Strategic Developer: Why SOA, VOIP will converge

19.10.2006
A dozen years ago, I wrote a Byte cover story on the subject of computer-telephony integration (http://www.infoworld.com/4602). CTI was "right around the corner" back then. Every time I revisit the subject I conclude that, regrettably, it still is.

Voice and data networking remain two different cultures that have so far failed spectacularly to come together. But I'm stubbornly optimistic that, sooner or later, they will. There are too many opportunities to ignore, and those opportunities multiply as service orientation takes hold.

Consider a business process that's been automated, SOA-style. A BPEL (Business Process Execution Language) script orchestrates the flow of XML payloads through a sequence of steps, untouched by human hands, until an exception occurs. In all such workflows, people are the exception handlers of last resort.

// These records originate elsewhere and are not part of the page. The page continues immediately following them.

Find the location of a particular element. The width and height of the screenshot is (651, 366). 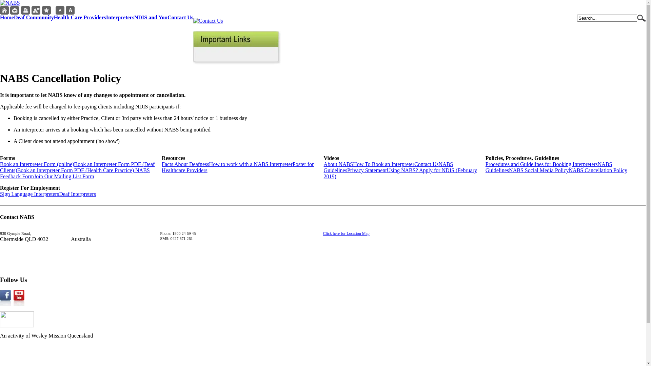

Deaf Interpreters is located at coordinates (77, 194).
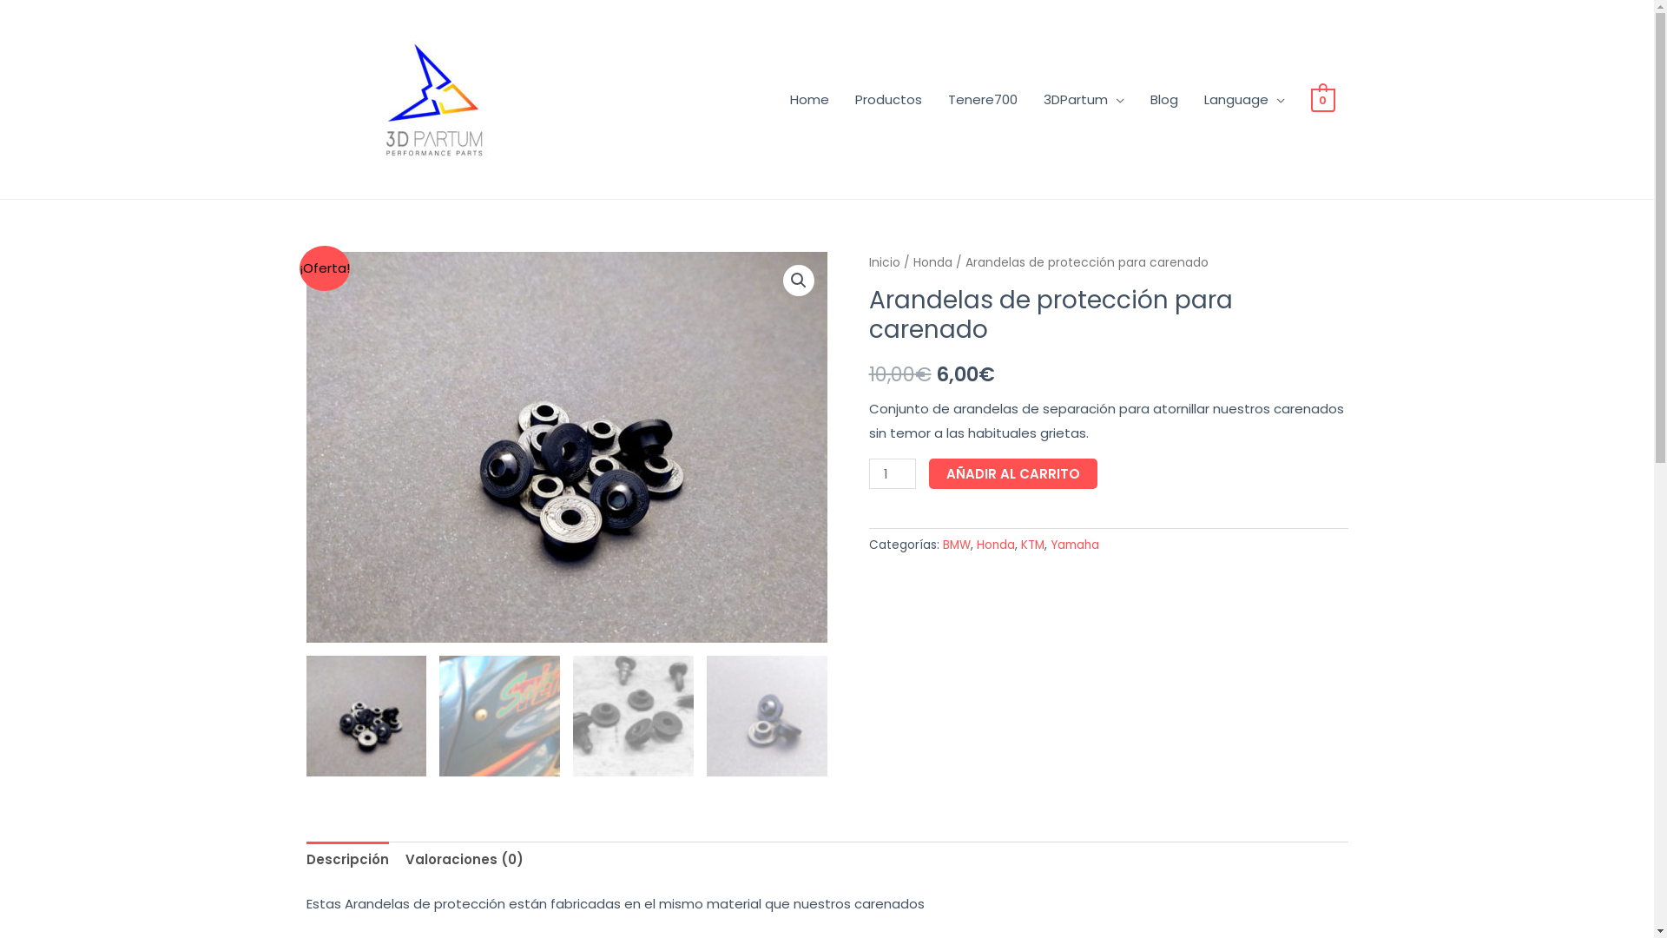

How does the process that raised the exception kick off a meeting between the requester of a purchase order and its approver? Today the most likely method would be to set up a call in a conference bridge and then e-mail invitations to the two parties. But although computers are supposed to be our intelligent assistants, an intelligent human assistant would set up the conference call between the parties.

According to Mark Ericson, director of SOA product strategy at BlueNote Networks (http://www.bluenotenetworks.com/), whom I interviewed for last week's podcast (http://www.infoworld.com/4609), setting up that call in response to a BPEL exception is exactly the kind of thing that BlueNote's SessionSuite SOA Edition is designed to do.

What's intriguing about this scenario is that, as with Amazon's Mechanical Turk (http://www.mturk.com/mturk/welcome), it enables a software-based service to call on the services of humans. In the case of MTurk, an application creates a HIT (human intelligence task) that a human worker accepts, performs, and submits. To the application, this just looks like an asynchronous request. It polls for a response or arranges to be notified in an event-driven manner, but in either case the service provided by the human looks no different to the application than would a service provided by another piece of software.